This paper elucidates how David E. Stannard describes the nature of European society before the end of the 15th Century and how this society was able to manufacture the stereotypes that are relevant enough to justify the subjugation as well as the annihilation of the indigenous population. The experiences were encountered in the Northern Hemisphere. There is also the relation of several horrific instances of viciousness as indicated by Stannard.
In his book, David writes about the nature of life and the society in general in the New World before the coming of Columbus, the invasion which came with the arrival of Columbus, and the concept that what took place should be considered as genocide (Winin 78). The phase before the arrival of Columbus is not entirely peaceful. Nevertheless, it was a set way of life whereby the indigenous Americans enjoyed the kind of isolation they were subjected to from the rest of the world and reached a level of development at the end of it all. People were highly exploited and suffered from all sorts of diseases.

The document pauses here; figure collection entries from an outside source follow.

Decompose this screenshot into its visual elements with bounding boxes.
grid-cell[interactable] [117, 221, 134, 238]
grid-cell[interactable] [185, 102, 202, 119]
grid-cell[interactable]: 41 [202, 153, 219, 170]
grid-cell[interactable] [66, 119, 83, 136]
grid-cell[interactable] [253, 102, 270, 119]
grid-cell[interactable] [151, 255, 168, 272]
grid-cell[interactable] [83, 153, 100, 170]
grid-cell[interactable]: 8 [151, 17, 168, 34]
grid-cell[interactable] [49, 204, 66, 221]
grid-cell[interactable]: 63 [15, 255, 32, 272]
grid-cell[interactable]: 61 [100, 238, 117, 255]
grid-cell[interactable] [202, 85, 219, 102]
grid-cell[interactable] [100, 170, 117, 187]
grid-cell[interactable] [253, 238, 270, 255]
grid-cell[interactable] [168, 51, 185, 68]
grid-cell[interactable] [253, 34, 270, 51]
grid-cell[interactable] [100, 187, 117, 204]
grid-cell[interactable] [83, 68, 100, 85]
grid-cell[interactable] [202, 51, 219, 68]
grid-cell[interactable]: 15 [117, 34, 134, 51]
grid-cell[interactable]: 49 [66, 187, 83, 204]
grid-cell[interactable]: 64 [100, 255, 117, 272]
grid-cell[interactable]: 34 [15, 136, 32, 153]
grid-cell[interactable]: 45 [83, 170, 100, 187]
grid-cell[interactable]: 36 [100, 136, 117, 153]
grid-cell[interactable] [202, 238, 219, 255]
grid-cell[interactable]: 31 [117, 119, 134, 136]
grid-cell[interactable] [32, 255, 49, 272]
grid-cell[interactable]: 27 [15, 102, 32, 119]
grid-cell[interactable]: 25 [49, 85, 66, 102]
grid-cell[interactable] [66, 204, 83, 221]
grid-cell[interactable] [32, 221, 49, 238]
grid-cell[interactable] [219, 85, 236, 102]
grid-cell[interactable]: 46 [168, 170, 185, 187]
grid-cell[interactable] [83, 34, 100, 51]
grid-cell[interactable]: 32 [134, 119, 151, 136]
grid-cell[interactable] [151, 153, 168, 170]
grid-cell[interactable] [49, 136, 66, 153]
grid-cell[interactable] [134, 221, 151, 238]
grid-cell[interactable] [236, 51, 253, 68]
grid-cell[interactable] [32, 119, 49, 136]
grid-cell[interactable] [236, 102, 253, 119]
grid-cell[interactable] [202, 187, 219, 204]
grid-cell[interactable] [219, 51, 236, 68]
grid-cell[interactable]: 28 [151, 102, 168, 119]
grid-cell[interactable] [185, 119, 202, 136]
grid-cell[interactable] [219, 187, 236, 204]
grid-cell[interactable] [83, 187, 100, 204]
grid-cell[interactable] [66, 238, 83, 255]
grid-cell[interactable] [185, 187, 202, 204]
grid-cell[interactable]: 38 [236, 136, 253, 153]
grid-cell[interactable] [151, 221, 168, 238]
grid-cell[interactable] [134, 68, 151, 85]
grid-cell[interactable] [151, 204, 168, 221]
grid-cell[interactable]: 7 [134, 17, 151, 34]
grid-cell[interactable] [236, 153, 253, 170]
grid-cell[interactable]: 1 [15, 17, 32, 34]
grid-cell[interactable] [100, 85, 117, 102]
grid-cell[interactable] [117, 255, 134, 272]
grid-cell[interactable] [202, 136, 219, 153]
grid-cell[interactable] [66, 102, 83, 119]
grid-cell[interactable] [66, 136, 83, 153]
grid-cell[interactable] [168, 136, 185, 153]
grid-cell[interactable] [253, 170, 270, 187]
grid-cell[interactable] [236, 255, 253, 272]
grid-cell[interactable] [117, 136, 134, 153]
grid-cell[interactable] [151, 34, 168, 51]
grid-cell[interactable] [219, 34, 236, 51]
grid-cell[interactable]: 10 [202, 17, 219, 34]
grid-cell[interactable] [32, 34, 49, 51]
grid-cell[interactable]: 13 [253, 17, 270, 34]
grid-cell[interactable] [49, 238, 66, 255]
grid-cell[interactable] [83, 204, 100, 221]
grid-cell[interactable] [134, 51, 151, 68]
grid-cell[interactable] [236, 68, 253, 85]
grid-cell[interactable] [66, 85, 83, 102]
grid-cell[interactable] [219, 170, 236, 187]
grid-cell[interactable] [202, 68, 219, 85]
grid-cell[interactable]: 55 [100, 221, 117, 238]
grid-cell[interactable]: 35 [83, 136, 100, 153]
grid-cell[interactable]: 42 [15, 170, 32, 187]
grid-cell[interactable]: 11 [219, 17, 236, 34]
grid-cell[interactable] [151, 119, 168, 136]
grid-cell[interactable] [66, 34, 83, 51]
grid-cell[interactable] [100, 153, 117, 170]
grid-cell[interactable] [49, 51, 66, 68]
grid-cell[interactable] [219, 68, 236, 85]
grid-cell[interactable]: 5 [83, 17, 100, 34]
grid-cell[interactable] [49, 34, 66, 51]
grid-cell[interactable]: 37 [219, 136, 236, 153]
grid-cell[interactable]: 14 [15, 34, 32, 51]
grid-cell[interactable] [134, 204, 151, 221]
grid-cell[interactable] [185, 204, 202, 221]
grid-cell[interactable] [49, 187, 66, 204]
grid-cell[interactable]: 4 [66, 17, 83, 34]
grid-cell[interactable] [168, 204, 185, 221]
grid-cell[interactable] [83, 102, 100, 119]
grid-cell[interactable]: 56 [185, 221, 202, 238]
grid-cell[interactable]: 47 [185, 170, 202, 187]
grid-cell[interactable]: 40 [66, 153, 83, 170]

Some lost their lands and ended up remaining in the unfortunate positions they are in today (Stannard 77).
For over four hundred years from the beginning of the first Spanish assault against the people of Arawak, Hispaniola in the 1940s to the massacre of the United States Army in the 1980s, the native inhabitants of South and North America endured an unrelenting firestorm of aggression. During this period, the indigenous population that lived in the western Hemisphere reduced by over 100 million individuals. David Stannard argues that both the European together with white American destruction of the indigenous people of America presented the highly massive act of genocide in the history of the entire world (Winin 5).
Stannard shows a portrait of massive richness and the varied nature of the United States before Columbus’ most fateful voyage in 1494. Stannard then takes the path of genocide from the Indies to Mexico as well as other parts such as Central and Southern America. He further goes to the Southwest of California and the North Pacific Coast. Stannard makes a revelation that in case European or white Americans managed to go, the indigenous people were caught between the possibility of imported plagues as well as barbarous turmoil. This typically resulted in the annihilation of about ninety-five percent of the total population. According to Stannard, those kinds of people who did such acts were inhuman. He believes that through digging deeper into ancient Europe, the attitude of Christians towards sex, race, and war is one of the driving forces. Through them, the cultural grounds are well prepared towards the end of the middle ages (Stannard 91).
Through the advancement of a hypothesis that is most likely to bring about the controversy, the writer argues that the architects of the American Holocaust relied upon the same ideological wellspring the same way it was with the later architect of the Nazi Holocaust. It is one of the ideologies that are still precariously alive and has mainly featured among the American validation for military intervention both in South East Asia as well as the Middle East. Stannard’s work is meticulously detailed. It is a work of impassioned scholarship that easily ignites both historical and moral debate.
Works Cited
Stannard, E David. American Holocaust: The Conquest of the New World. Oxford: Oxford University Press US, 1993.
Winin, Pereira. Inhuman rights: the western system and global human rights abuse. New Orleans: Other India Press, 1997.